- [YOUR OBJECTIVE]: Only the lines from the beginning of the listing below through the line with "This screenshot has width=784, height=673." belong in the answer; please print them exactly and drop the pictures.

**** INPUT ****

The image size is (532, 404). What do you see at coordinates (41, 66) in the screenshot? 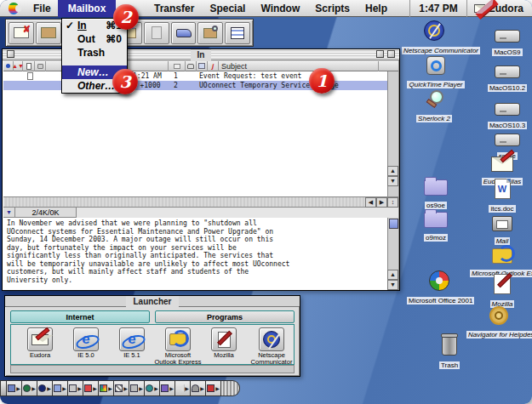
I see `label-column-icon` at bounding box center [41, 66].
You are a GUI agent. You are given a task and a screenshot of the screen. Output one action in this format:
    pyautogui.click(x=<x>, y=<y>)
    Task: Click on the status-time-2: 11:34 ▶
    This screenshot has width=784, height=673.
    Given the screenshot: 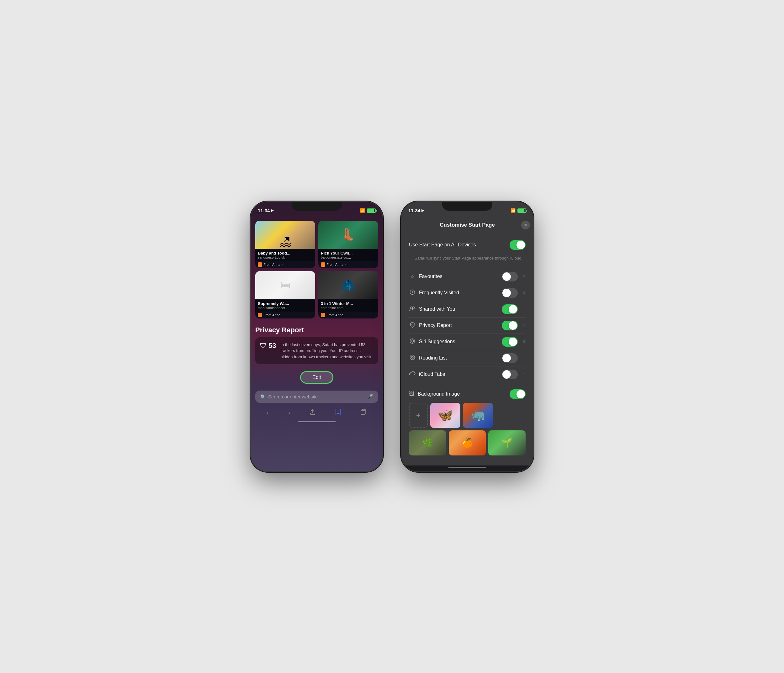 What is the action you would take?
    pyautogui.click(x=416, y=210)
    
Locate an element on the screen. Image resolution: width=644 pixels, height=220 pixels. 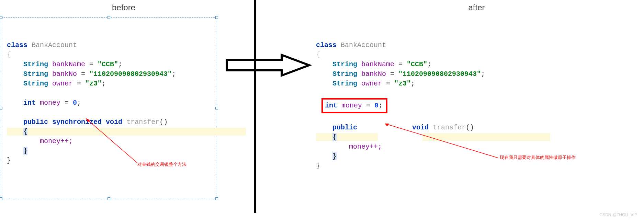
arrow-right-icon is located at coordinates (268, 65).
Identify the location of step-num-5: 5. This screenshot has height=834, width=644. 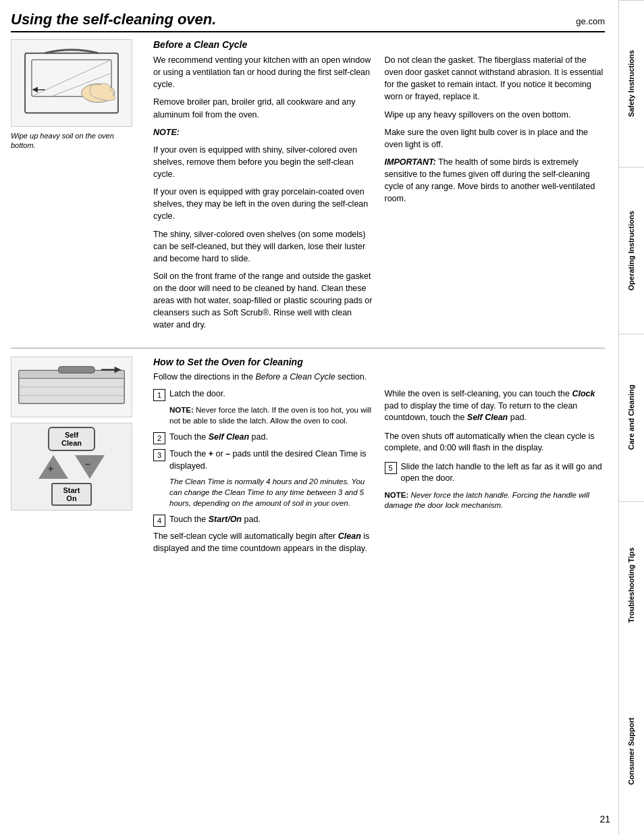
(391, 468).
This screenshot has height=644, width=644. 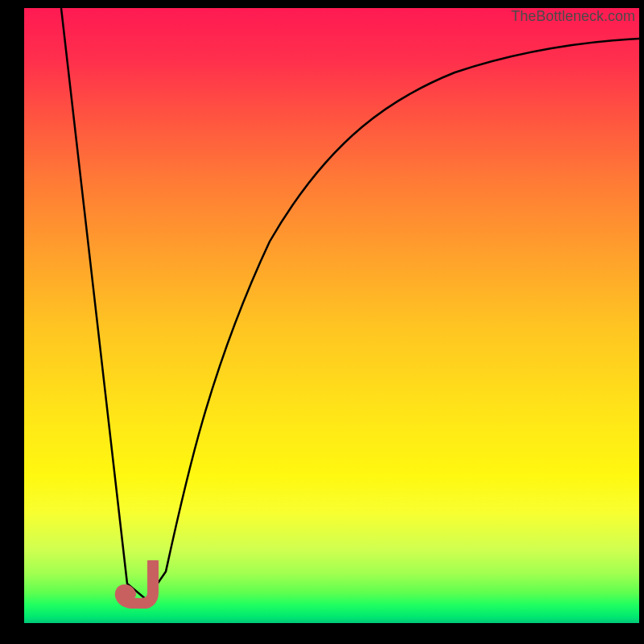 I want to click on watermark-text: TheBottleneck.com, so click(x=573, y=16).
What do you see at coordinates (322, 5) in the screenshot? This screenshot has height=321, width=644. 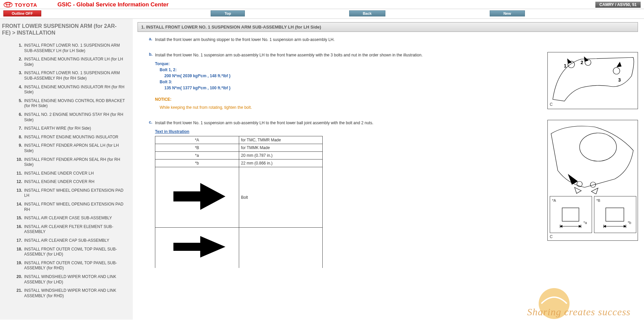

****

- [EXERCISE RESPONSE]:
The image size is (532, 404). What do you see at coordinates (41, 66) in the screenshot? 
I see `label-column-icon` at bounding box center [41, 66].
You are a GUI agent. You are given a task and a screenshot of the screen. Output one action in this format:
    pyautogui.click(x=<x>, y=<y>)
    Task: Click on the status-time-2: 11:34 ▶
    This screenshot has width=784, height=673.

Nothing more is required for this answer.